09 February 2017

Unaware of the Wellsprings of Life

I am currently reading an anthology of George MacDonald entitled Discovering the Character of God. For those who are unfamiliar with MacDonald, CS Lewis counted him among his greatest influences. I read this page this morning, a passage from his fictional The Curate's Awakening, and I was deeply struck.

The morning which had given birth to the stormy afternoon had been a fine one, and the curate had gone out for a long walk. Not that he was a great walker, his strolls were leisurely and comprised of many stops. He was not in bad health and was not lazy. Yet he had little impulse for much activity of any sort. The springs in his well of life did not seem to flow quite fast enough.

He sauntered through Osterfield Park and down the descent to the river. There he seated himself upon a large stone on the bank. He knew that he was there and that he answered to "Thomas Wingfold;" but why he was there, and why he was not called to something else, he did not know. On each side of the stream rose a steeply sloping bank. on which grew many fern brushes, now half-withered. The sunlight upon them this November morning seemed as cold as the wind that blew about their golden and green fronds. 

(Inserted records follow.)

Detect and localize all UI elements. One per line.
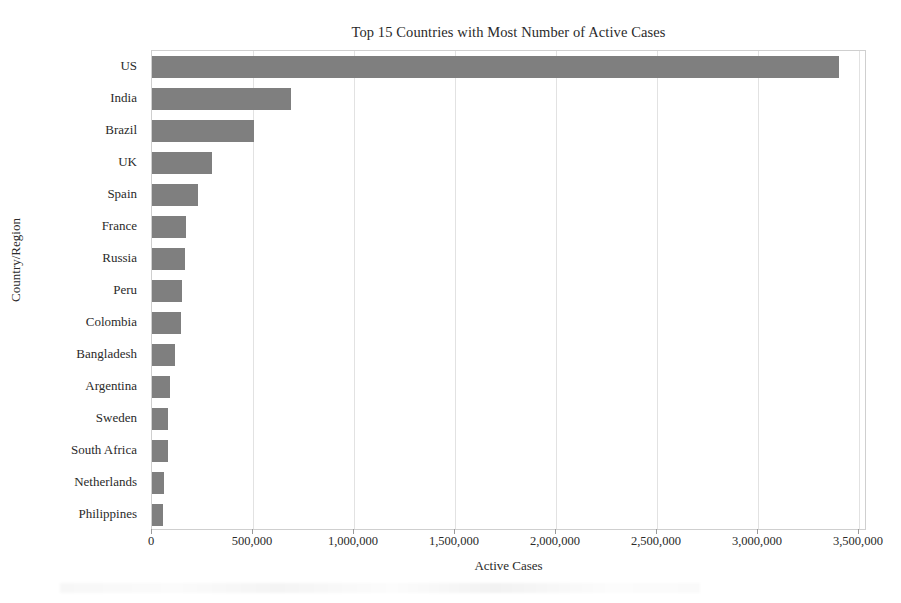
bars-layer <box>152 51 865 529</box>
bar-row <box>152 371 865 403</box>
y-tick-sweden: Sweden <box>96 402 137 434</box>
scan-artifact <box>60 583 700 593</box>
bar-netherlands[interactable] <box>152 472 164 494</box>
bar-south-africa[interactable] <box>152 440 168 462</box>
bar-row <box>152 403 865 435</box>
y-tick-brazil: Brazil <box>105 114 137 146</box>
x-tick-label-7: 3,500,000 <box>778 534 901 549</box>
bar-france[interactable] <box>152 216 186 238</box>
y-tick-netherlands: Netherlands <box>74 466 137 498</box>
bar-sweden[interactable] <box>152 408 168 430</box>
bar-colombia[interactable] <box>152 312 181 334</box>
bar-us[interactable] <box>152 56 839 78</box>
y-tick-france: France <box>102 210 137 242</box>
x-axis-tick-labels: 0500,0001,000,0001,500,0002,000,0002,500… <box>0 534 901 556</box>
bar-row <box>152 147 865 179</box>
bar-india[interactable] <box>152 88 291 110</box>
y-tick-uk: UK <box>118 146 137 178</box>
bar-row <box>152 51 865 83</box>
plot-area <box>151 50 866 530</box>
bar-row <box>152 243 865 275</box>
y-axis-tick-labels: USIndiaBrazilUKSpainFranceRussiaPeruColo… <box>0 50 145 530</box>
bar-row <box>152 179 865 211</box>
bar-peru[interactable] <box>152 280 182 302</box>
bar-row <box>152 467 865 499</box>
bar-row <box>152 339 865 371</box>
bar-row <box>152 115 865 147</box>
bar-row <box>152 211 865 243</box>
y-tick-russia: Russia <box>102 242 137 274</box>
y-tick-spain: Spain <box>107 178 137 210</box>
y-tick-bangladesh: Bangladesh <box>76 338 137 370</box>
y-tick-philippines: Philippines <box>78 498 137 530</box>
bar-bangladesh[interactable] <box>152 344 175 366</box>
y-tick-south-africa: South Africa <box>71 434 137 466</box>
y-tick-peru: Peru <box>113 274 137 306</box>
bar-philippines[interactable] <box>152 504 163 526</box>
y-tick-india: India <box>110 82 137 114</box>
bar-russia[interactable] <box>152 248 185 270</box>
bar-row <box>152 275 865 307</box>
bar-row <box>152 307 865 339</box>
chart-figure: Top 15 Countries with Most Number of Act… <box>0 0 901 603</box>
chart-title: Top 15 Countries with Most Number of Act… <box>151 24 866 41</box>
bar-row <box>152 83 865 115</box>
y-tick-colombia: Colombia <box>86 306 137 338</box>
x-axis-label: Active Cases <box>151 558 866 574</box>
y-tick-argentina: Argentina <box>85 370 137 402</box>
bar-row <box>152 435 865 467</box>
bar-row <box>152 499 865 531</box>
bar-uk[interactable] <box>152 152 212 174</box>
bar-argentina[interactable] <box>152 376 170 398</box>
bar-brazil[interactable] <box>152 120 254 142</box>
y-tick-us: US <box>120 50 137 82</box>
bar-spain[interactable] <box>152 184 198 206</box>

Thomas felt rather cold, but the cold was the sort that comes from the look rather than the feel of things. With his stick he kept knocking pebbles into the water and listlessly watching them splash. The wind blew, the sun shone, the water ran, the ferns waved, the clouds went drifting over his head--but he never looked up or took any notice of the doings of Mother Nature busy with her housework. 

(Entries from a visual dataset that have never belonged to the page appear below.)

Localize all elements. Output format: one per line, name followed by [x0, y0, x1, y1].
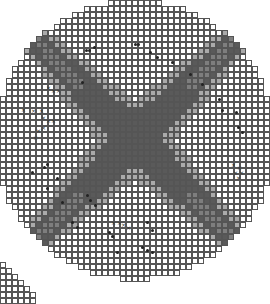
- dot-marker-icon: [46, 163, 49, 166]
- grid-cell[interactable]: [30, 298, 36, 304]
- dot-marker-icon: [141, 246, 144, 249]
- x-marker-icon: ×: [21, 107, 26, 113]
- grid-cell[interactable]: [258, 198, 264, 204]
- x-marker-icon: ×: [231, 162, 236, 168]
- x-marker-icon: ×: [33, 135, 38, 141]
- dot-marker-icon: [94, 204, 97, 207]
- dot-marker-icon: [151, 229, 154, 232]
- grid-cell[interactable]: [210, 252, 216, 258]
- x-marker-icon: ×: [56, 88, 61, 94]
- grid-cell[interactable]: [264, 180, 270, 186]
- x-marker-icon: ×: [51, 118, 56, 124]
- dot-marker-icon: [111, 235, 114, 238]
- dot-marker-icon: [146, 221, 149, 224]
- x-marker-icon: ×: [236, 175, 241, 181]
- dot-marker-icon: [137, 43, 140, 46]
- dot-marker-icon: [88, 49, 91, 52]
- dot-marker-icon: [149, 51, 152, 54]
- dot-marker-icon: [237, 126, 240, 129]
- dot-marker-icon: [218, 98, 221, 101]
- grid-cell[interactable]: [174, 270, 180, 276]
- x-marker-icon: ×: [126, 225, 131, 231]
- dot-marker-icon: [71, 221, 74, 224]
- grid-cell[interactable]: [198, 258, 204, 264]
- grid-cell[interactable]: [252, 204, 258, 210]
- grid-cell[interactable]: [186, 264, 192, 270]
- dot-marker-icon: [235, 111, 238, 114]
- grid-cell[interactable]: [240, 222, 246, 228]
- dot-marker-icon: [31, 171, 34, 174]
- grid-cell[interactable]: [222, 240, 228, 246]
- dot-marker-icon: [151, 251, 154, 254]
- grid-cell[interactable]: [216, 246, 222, 252]
- dot-marker-icon: [81, 81, 84, 84]
- dot-marker-icon: [43, 166, 46, 169]
- dot-marker-icon: [146, 249, 149, 252]
- grid-cell[interactable]: [246, 216, 252, 222]
- dot-marker-icon: [221, 109, 224, 112]
- dot-marker-icon: [171, 61, 174, 64]
- grid-cell[interactable]: [234, 228, 240, 234]
- grid-cell[interactable]: [228, 234, 234, 240]
- dot-marker-icon: [241, 131, 244, 134]
- dot-marker-icon: [86, 194, 89, 197]
- x-marker-icon: ×: [111, 220, 116, 226]
- dot-marker-icon: [93, 46, 96, 49]
- dot-marker-icon: [108, 231, 111, 234]
- dot-marker-icon: [56, 177, 59, 180]
- x-marker-icon: ×: [31, 108, 36, 114]
- dot-marker-icon: [76, 226, 79, 229]
- dot-marker-icon: [156, 56, 159, 59]
- x-marker-icon: ×: [41, 125, 46, 131]
- dot-marker-icon: [61, 201, 64, 204]
- dot-marker-icon: [116, 251, 119, 254]
- dot-marker-icon: [89, 199, 92, 202]
- dot-marker-icon: [189, 73, 192, 76]
- dot-marker-icon: [46, 187, 49, 190]
- dot-marker-icon: [201, 83, 204, 86]
- grid-cell[interactable]: [144, 276, 150, 282]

His life had not been particularly interesting. He had known from the first that he was intended for the church, and had not objected but accepted it as his destiny. Yet he had taken no great interest in the matter. 

The church was to him an ancient institution of approved respectability. He had entered her service, and in return for the narrow shelter, humble fare, and not quite shabby garments she allotted him, he would perform her observances. 

Thomas did not philosophize much about life, nor his position in it. Instead, he took everything with an unemotional kind of acceptance and laid no claim to courage or devotion. He had a certain dull prejudice in favor of not telling a lie, and yet was completely uninstructed in the things that constitute practical honesty. He liked reading the prayers in church, for he had a somewhat musical voice. He visited the sick--with some repugnance, it is true, but without delay--and spoke to them such religious commonplaces as occurred to him.

He did not read much, browsing over his newspaper at breakfast with polite curiosity sufficient to season the loneliness of his slice of fried bacon, taking more interest in some of the naval intelligence than in anything else. Indeed, it would have been difficult to say in what he did take much interest. 

Could he in all honesty have said he believed there was a God? Or was this not all he really knew--that there was a Church of England which paid him for reading public prayers to a God in whom the congregation was assumed to believe? 

It was not a question Wingfold had yet considered.